Sarah: We’re so cool.
Deanna: [Laughs]
Sarah: Thank you so much for doing this interview. This has been an absolute delight. I really appreciate it.
Deanna: Ohhh, it is always a joy to talk to you, Sarah. It is, it is always the best. So thanks for having me, my dear, and Killers of a Certain Age will be out in paperback August 15th!
Sarah: August 15th; I will make a note, so I –
Deanna: I’m on tour! I’m on tour! I may be at a city near you!
Sarah: Oooh! For the paperback; how awesome!
Deanna: [Laughs] Yes! I will be in the greater LA, DC, Detroit, and San Francisco areas. The tour card will be going up soon, so folks will figure out where they can, where they can see me, or just, you know, order a book from your favorite local retailer.
Sarah: Heck yeah!
[music]
Sarah: And that brings us to the end of this week’s episode.
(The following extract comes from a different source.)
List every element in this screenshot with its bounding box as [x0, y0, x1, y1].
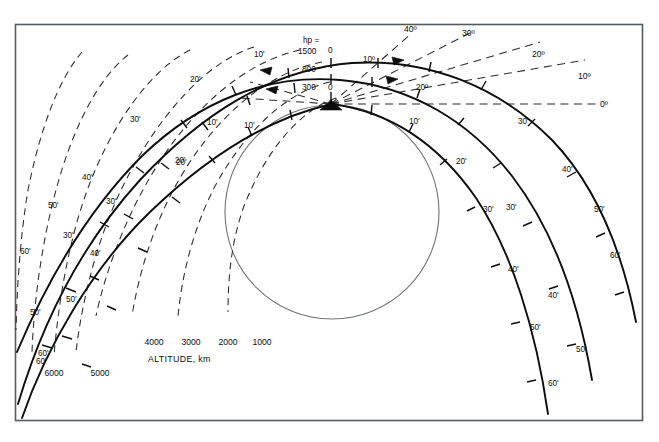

Thank you to Deanna Raybourn for hanging out with me. I will have links to all of the books she mentioned and the different gardens she mentioned, like the Alnwick Poison Garden, in the show notes, and I bet you know where that is: smartbitchestrashybooks.com/podcast, episode number 577! That’s a really big number. Whoof!
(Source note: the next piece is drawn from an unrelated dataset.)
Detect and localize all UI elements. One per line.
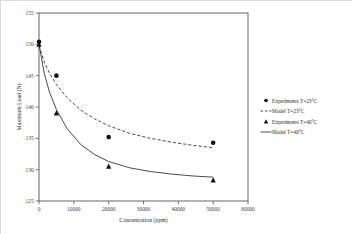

As always, I end each episode with a terrible joke, and this joke comes from Malaraa. Thank you, Malaraa.
What dessert does a T-rex order?
Give up? What dessert a T-rex order?
Triceramisu.
[Laughs] So bad, I love it!
Thank you, as always, for listening. It is really an honor to keep you company, and we hope you have a wonderful, wonderful weekend. We will see you back here next week.
[Click] That is Kate. She is demanding attention by attempting to lower my chair by pressing on the little lever underneath it. The cats are demonic, I tell you.
On behalf of everyone here, we wish you the very best of reading. We will see you back here next week, including Kate, who’s going to review this podcast as Not enough pets and I wish to murder you. She will really like this episode, actually.
Smart Podcast, Trashy Books is part of the Frolic Podcast Network. You can find more outstanding podcasts to subscribe to at frolic.media/podcasts.
[end of cool music]
This podcast transcript was handcrafted with meticulous skill by Garlic Knitter. Many thanks.
As always, a fabulous conversation and a pleasure to listen to one of my favorite authors talk murder, mysteries and poisons. Thanks to you Sarah and Deanna Raybourn for this enjoyable episode.
That was a fun episode! Thank you, Sarah and Deanna. I read Killers of a Certain Age and definitely enjoyed it.
I read Deanna Rayborns novels mainly because of the previous SBTB podcasts about them. I ended up disappointed by how Roma and LGBTQ issues were handled in them – even in a historical context as well as the use colonies as exotic backdrop and I stopped reading them but YMMV.
I read the mysteries and expected them to follow romance genre rules.
≤spoiler>
SPOILER I still cannot get over the uneccessary and tragic death of a side character. Why did the lesbian couple not get at least a happy ever after especially after a multi book buildup for a reunion? It was really weird because one of them married to have a kid and her death read to me as a punishment because she “sold out” or was too bisexual? It just left me with a bad taste to this day.